Case study MacroVibe Refinement

Genre is a system for selling, not for listening.

A community experiment in sorting music by feel, and what it took to build.

I’ve argued for years that genre is the wrong way to organize music. Genre is a good system for selling records and stocking shelves. That doesn’t translate to a good listening experience.

In the early days of Audius I initially advocated the (extreme) position that we abandon genre as a classification system. The team pushed back on this idea, correctly so. Back in 2018 machine learning to classify music by feel wasn’t available at a reasonable cost, and despite its flaws, artists expect to select a genre when uploading a track. We ultimately kept genre. The music industry defaults won.

MacroVibe Refinement is the extreme version of the argument I was making at Audius. No machine learning. No automatic classification. Just an interface that asks a crowd of humans to sort music by feel, using texture words that don’t communicate much on their own. It tests the part of the argument that the platform constraints made impossible to test inside the product.

This was a personal project, not work. Audius later amplified it on social media as a unique example of the API. Most experiences built on top of the Audius API are music players. This is a curation experiment, which felt like a much more interesting use case to me.

The interface

The interface is inspired by Macro Data Refinement from the Apple TV show Severance, with one core difference. The workers in the show sort numbers by feel. Outside the logic of the show, that doesn’t make sense. Numbers don’t have a feel. Music does.

Sixty-four cells float on a grid. Each one is represented by a random four-character code. Hovering a cell plays a portion of a track from Audius. No artist name. No track title. Only the audio. Six bins sit at the bottom: Grit, Halo, Static, Heat, Brine, Vellum. Texture words. You listen, you feel something, you drop the song where it feels right.

Abstracting the music from the metadata was a core design principle. Placement would otherwise be influenced by the metadata. Strip that all away and the only thing left is the audio. That’s the version of “sorting by feel” the experiment actually wants to test.

When you place all sixty-four cells, the session ends with an Alignment Report. Per-bin bars show how close your choices were to the crowd consensus. It’s deliberately simple. There’s nothing to drill into. The point is the framing, not the data: you are sorting music collaboratively with the community. Bounded sessions instead of infinite scroll make the interaction feel intentional, like a file you process and close.

How it was built

The bulk of this project was built in a weekend, with a long tail of fixes and tweaks since. Solo, with AI-assisted development. That includes the React frontend, the Supabase backend, the WebGL post-process shader, the physics simulation, the custom audio engine, and the GitHub Actions sync. None of which I’d describe myself as a specialist in.

The interface is doing more than it looks like it’s doing.

The grid is a real physics simulation. Each sorted song is a particle with a home position, a spring, a sinusoidal orbit, a flow field, particle-to-particle repulsion, and a soft scatter away from the cursor. The slot positions also wobble deterministically so the grid never looks like a spreadsheet. Without the sim, the grid would feel like a list. With it, it feels alive.

The screen runs through a WebGL post-process shader. Scanlines, bloom, chromatic aberration, barrel distortion, vignette, flicker, color grading. CSS filters can’t do this kind of work without falling apart at scale. WebGL wasn’t my first solution. I tried lighter approaches at first but they didn’t hold up or capture the aesthetic I was hoping to achieve. The hard part once I’d committed to WebGL was getting touch targets to line up with the visually distorted cursor.

The audio engine is the part I’m most proud of. Track intros are often quiet or similar, so if playback restarted every time you hover, it would feel like a bunch of repeating clips. All sixty-four tracks appear to be playing in the background from the moment the session opens. A single clock runs in the background and every track’s playback aligns to it. This creates the illusion that hovering a cell doesn’t start the track. It tunes you in to wherever the track currently is. Come back to a cell later in the session and you’re catching the song at that point in the loop, not jumping back to the start.

Pick up a cell and the music keeps playing while you drag it into the bin it belongs in. The music only stops on decisive action. Moving between cells triggers a brief crossfade between the outgoing and incoming track. Without aggressive cleanup, fast cursor movement would leave multiple songs playing at once.

The results

The results are aggregated and synced to real playlists on a dedicated Audius account every twelve hours, via a GitHub Action. Each track lives in whichever bin has the most votes.

What surprised me was the through-line in each playlist. There’s no agreement between users about what fits where. One person’s Grit is another’s Halo. But the aggregate produces playlists with their own consistent feel. Grit does sound like grit. Vellum does sound like vellum.

Genre is a sales category. Feel isn’t a clean replacement at the individual level. But a crowd, sorting by feel, in the dark, produces playlists that feel coherent.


WORK REQUEST: These entries must be printed again exactly as they are.

DATA TO PROCESS:

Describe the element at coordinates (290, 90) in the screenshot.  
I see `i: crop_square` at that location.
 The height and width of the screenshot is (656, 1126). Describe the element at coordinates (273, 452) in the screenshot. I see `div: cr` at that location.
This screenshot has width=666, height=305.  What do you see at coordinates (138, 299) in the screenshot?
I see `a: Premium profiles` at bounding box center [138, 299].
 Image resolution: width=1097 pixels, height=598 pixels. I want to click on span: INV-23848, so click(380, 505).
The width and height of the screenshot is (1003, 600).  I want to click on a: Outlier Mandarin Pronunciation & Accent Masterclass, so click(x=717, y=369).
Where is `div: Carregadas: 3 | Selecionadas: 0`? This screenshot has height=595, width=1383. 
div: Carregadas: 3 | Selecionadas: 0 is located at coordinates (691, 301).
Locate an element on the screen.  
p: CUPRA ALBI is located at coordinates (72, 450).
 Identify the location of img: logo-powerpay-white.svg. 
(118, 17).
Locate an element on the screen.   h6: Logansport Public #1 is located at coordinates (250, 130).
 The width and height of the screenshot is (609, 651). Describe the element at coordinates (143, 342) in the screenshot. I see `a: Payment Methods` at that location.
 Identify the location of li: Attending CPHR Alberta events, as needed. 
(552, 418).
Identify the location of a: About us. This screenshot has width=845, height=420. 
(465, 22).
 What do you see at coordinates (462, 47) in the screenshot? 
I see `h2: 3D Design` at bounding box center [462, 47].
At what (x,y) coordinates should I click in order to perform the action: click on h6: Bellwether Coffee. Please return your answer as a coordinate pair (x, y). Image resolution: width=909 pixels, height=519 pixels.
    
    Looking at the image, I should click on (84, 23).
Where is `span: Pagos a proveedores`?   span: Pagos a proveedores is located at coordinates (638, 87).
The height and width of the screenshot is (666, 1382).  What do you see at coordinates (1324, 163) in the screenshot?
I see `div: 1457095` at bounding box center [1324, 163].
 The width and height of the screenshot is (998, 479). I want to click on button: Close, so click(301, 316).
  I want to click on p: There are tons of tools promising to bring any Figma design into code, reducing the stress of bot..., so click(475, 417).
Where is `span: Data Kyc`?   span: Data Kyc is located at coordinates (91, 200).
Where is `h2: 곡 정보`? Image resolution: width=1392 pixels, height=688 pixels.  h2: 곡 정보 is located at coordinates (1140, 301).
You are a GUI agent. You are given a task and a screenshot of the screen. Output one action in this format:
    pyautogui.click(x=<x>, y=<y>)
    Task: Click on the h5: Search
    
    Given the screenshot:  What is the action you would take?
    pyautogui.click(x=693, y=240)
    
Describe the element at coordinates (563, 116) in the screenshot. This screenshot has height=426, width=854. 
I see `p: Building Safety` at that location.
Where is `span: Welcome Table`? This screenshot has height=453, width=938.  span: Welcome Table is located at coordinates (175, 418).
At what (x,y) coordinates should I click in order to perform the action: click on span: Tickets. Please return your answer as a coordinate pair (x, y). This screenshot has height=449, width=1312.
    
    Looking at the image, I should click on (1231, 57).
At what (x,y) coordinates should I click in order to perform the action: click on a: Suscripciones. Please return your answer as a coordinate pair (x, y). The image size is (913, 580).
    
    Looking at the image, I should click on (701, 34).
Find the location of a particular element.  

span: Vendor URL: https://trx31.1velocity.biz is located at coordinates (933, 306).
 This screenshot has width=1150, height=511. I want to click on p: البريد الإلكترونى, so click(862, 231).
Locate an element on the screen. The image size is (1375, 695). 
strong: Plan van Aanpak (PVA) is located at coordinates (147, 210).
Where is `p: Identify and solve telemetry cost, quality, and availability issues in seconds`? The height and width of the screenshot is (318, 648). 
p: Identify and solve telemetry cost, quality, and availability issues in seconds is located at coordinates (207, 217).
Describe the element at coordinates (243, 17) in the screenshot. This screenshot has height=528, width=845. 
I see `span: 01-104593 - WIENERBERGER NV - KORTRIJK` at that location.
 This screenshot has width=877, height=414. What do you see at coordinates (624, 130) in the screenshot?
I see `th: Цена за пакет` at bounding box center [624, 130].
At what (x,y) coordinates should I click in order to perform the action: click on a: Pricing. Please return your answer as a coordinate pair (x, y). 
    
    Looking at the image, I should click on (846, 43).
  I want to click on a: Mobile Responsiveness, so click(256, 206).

OUTPUT FOR THIS TASK:
Describe the element at coordinates (290, 90) in the screenshot.  
I see `i: crop_square` at that location.
 The height and width of the screenshot is (656, 1126). Describe the element at coordinates (273, 452) in the screenshot. I see `div: cr` at that location.
This screenshot has width=666, height=305.  What do you see at coordinates (138, 299) in the screenshot?
I see `a: Premium profiles` at bounding box center [138, 299].
 Image resolution: width=1097 pixels, height=598 pixels. I want to click on span: INV-23848, so click(380, 505).
The width and height of the screenshot is (1003, 600).  I want to click on a: Outlier Mandarin Pronunciation & Accent Masterclass, so click(x=717, y=369).
Where is `div: Carregadas: 3 | Selecionadas: 0`? This screenshot has height=595, width=1383. 
div: Carregadas: 3 | Selecionadas: 0 is located at coordinates (691, 301).
Locate an element on the screen.  
p: CUPRA ALBI is located at coordinates (72, 450).
 Identify the location of img: logo-powerpay-white.svg. 
(118, 17).
Locate an element on the screen.   h6: Logansport Public #1 is located at coordinates (250, 130).
 The width and height of the screenshot is (609, 651). Describe the element at coordinates (143, 342) in the screenshot. I see `a: Payment Methods` at that location.
 Identify the location of li: Attending CPHR Alberta events, as needed. 
(552, 418).
Identify the location of a: About us. This screenshot has width=845, height=420. 
(465, 22).
 What do you see at coordinates (462, 47) in the screenshot? 
I see `h2: 3D Design` at bounding box center [462, 47].
At what (x,y) coordinates should I click in order to perform the action: click on h6: Bellwether Coffee. Please return your answer as a coordinate pair (x, y). Image resolution: width=909 pixels, height=519 pixels.
    
    Looking at the image, I should click on (84, 23).
Where is `span: Pagos a proveedores`?   span: Pagos a proveedores is located at coordinates (638, 87).
The height and width of the screenshot is (666, 1382).  What do you see at coordinates (1324, 163) in the screenshot?
I see `div: 1457095` at bounding box center [1324, 163].
 The width and height of the screenshot is (998, 479). I want to click on button: Close, so click(301, 316).
  I want to click on p: There are tons of tools promising to bring any Figma design into code, reducing the stress of bot..., so click(475, 417).
Where is `span: Data Kyc`?   span: Data Kyc is located at coordinates (91, 200).
Where is `h2: 곡 정보`? Image resolution: width=1392 pixels, height=688 pixels.  h2: 곡 정보 is located at coordinates (1140, 301).
You are a GUI agent. You are given a task and a screenshot of the screen. Output one action in this format:
    pyautogui.click(x=<x>, y=<y>)
    Task: Click on the h5: Search
    
    Given the screenshot:  What is the action you would take?
    pyautogui.click(x=693, y=240)
    
Describe the element at coordinates (563, 116) in the screenshot. This screenshot has height=426, width=854. 
I see `p: Building Safety` at that location.
Where is `span: Welcome Table`? This screenshot has height=453, width=938.  span: Welcome Table is located at coordinates (175, 418).
At what (x,y) coordinates should I click in order to perform the action: click on span: Tickets. Please return your answer as a coordinate pair (x, y). This screenshot has height=449, width=1312.
    
    Looking at the image, I should click on (1231, 57).
At what (x,y) coordinates should I click in order to perform the action: click on a: Suscripciones. Please return your answer as a coordinate pair (x, y). The image size is (913, 580).
    
    Looking at the image, I should click on (701, 34).
Find the location of a particular element.  

span: Vendor URL: https://trx31.1velocity.biz is located at coordinates (933, 306).
 This screenshot has width=1150, height=511. I want to click on p: البريد الإلكترونى, so click(862, 231).
Locate an element on the screen. The image size is (1375, 695). 
strong: Plan van Aanpak (PVA) is located at coordinates (147, 210).
Where is `p: Identify and solve telemetry cost, quality, and availability issues in seconds`? The height and width of the screenshot is (318, 648). 
p: Identify and solve telemetry cost, quality, and availability issues in seconds is located at coordinates (207, 217).
Describe the element at coordinates (243, 17) in the screenshot. This screenshot has height=528, width=845. 
I see `span: 01-104593 - WIENERBERGER NV - KORTRIJK` at that location.
 This screenshot has width=877, height=414. What do you see at coordinates (624, 130) in the screenshot?
I see `th: Цена за пакет` at bounding box center [624, 130].
At what (x,y) coordinates should I click in order to perform the action: click on a: Pricing. Please return your answer as a coordinate pair (x, y). 
    
    Looking at the image, I should click on (846, 43).
  I want to click on a: Mobile Responsiveness, so click(256, 206).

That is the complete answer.